Apple's iPhone Air achieves something remarkable - it's so light at just 5.64 millimeters thick that you'll literally forget it's in your pocket. After ten days of testing, TechCrunch's Ivan Mehta confirms the engineering marvel works as advertised, but the real question isn't whether it's impressively thin - it's whether the trade-offs in battery life and camera capability are worth it for most users.
Apple's iPhone Air just redefined what thin means in smartphone design, and the result is both impressive and polarizing. At 5.64 millimeters thick, it's genuinely so light that switching back to an iPhone 17 Pro Max feels like picking up a brick. That stark contrast reveals both Apple's engineering achievement and the philosophical divide this device creates in their lineup.
The physical experience is immediately striking. Despite weighing only 12 grams less than the standard iPhone 17, the Air's thinness creates a psychological lightness that has people repeatedly picking it up just to experience the sensation again.

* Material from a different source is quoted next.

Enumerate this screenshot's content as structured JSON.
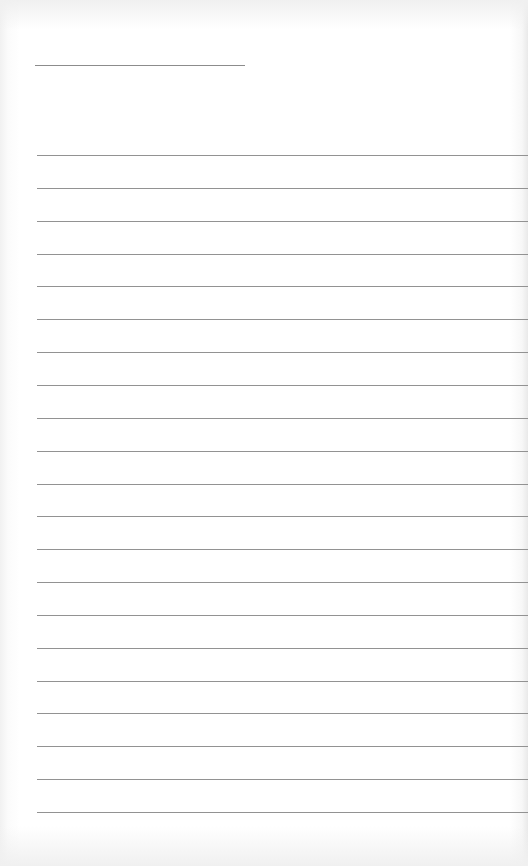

It's sturdy enough to survive bedside table drops and accidental sitting incidents, with durability videos confirming it handles daily wear surprisingly well for such a thin device.
But the real test comes during extended use, where the compromises become apparent. The phone runs hot during intensive tasks like gaming or video streaming, particularly around the camera area, creating that anxious battery-checking behavior that heavy users know too well. For moderate usage - calls, social media, email on Wi-Fi - it's perfectly adequate. However, power users will find themselves eyeing Apple's $99 MagSafe battery pack, which ironically adds back the bulk and weight the Air eliminates.

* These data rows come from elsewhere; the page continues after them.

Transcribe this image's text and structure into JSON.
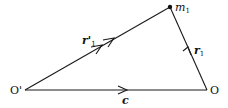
{
  "diagram": {
    "points": {
      "O_prime": {
        "label": "O'",
        "x": 25,
        "y": 90
      },
      "O": {
        "label": "O",
        "x": 207,
        "y": 90
      },
      "m1": {
        "label": "m",
        "sub": "1",
        "x": 170,
        "y": 7
      }
    },
    "vectors": [
      {
        "name": "r_prime_1",
        "label": "r'",
        "sub": "1",
        "from": "O_prime",
        "to": "m1"
      },
      {
        "name": "r_1",
        "label": "r",
        "sub": "1",
        "from": "O",
        "to": "m1"
      },
      {
        "name": "c",
        "label": "c",
        "sub": "",
        "from": "O_prime",
        "to": "O"
      }
    ],
    "line_color": "#1a1a1a"
  }
}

The camera situation tells a more complex story. The single 48-megapixel sensor with f/1.6 aperture matches the base iPhone 17's setup, delivering solid image quality with sensor-shift stabilization. But the absence of telephoto and ultra-wide lenses creates painful moments for anyone accustomed to optical zoom flexibility or sweeping landscape shots. The 2x crop from the main sensor works adequately except in low light, though it's a clear step down from dedicated telephoto systems.
Apple did innovate with the new 18-megapixel square selfie sensor, enabling different aspect ratios without rotating the phone horizontally. Center Stage automatically adjusts framing as more people enter the shot, while new dual-camera video recording uses front and rear cameras simultaneously - features that hint at broader creative ambitions.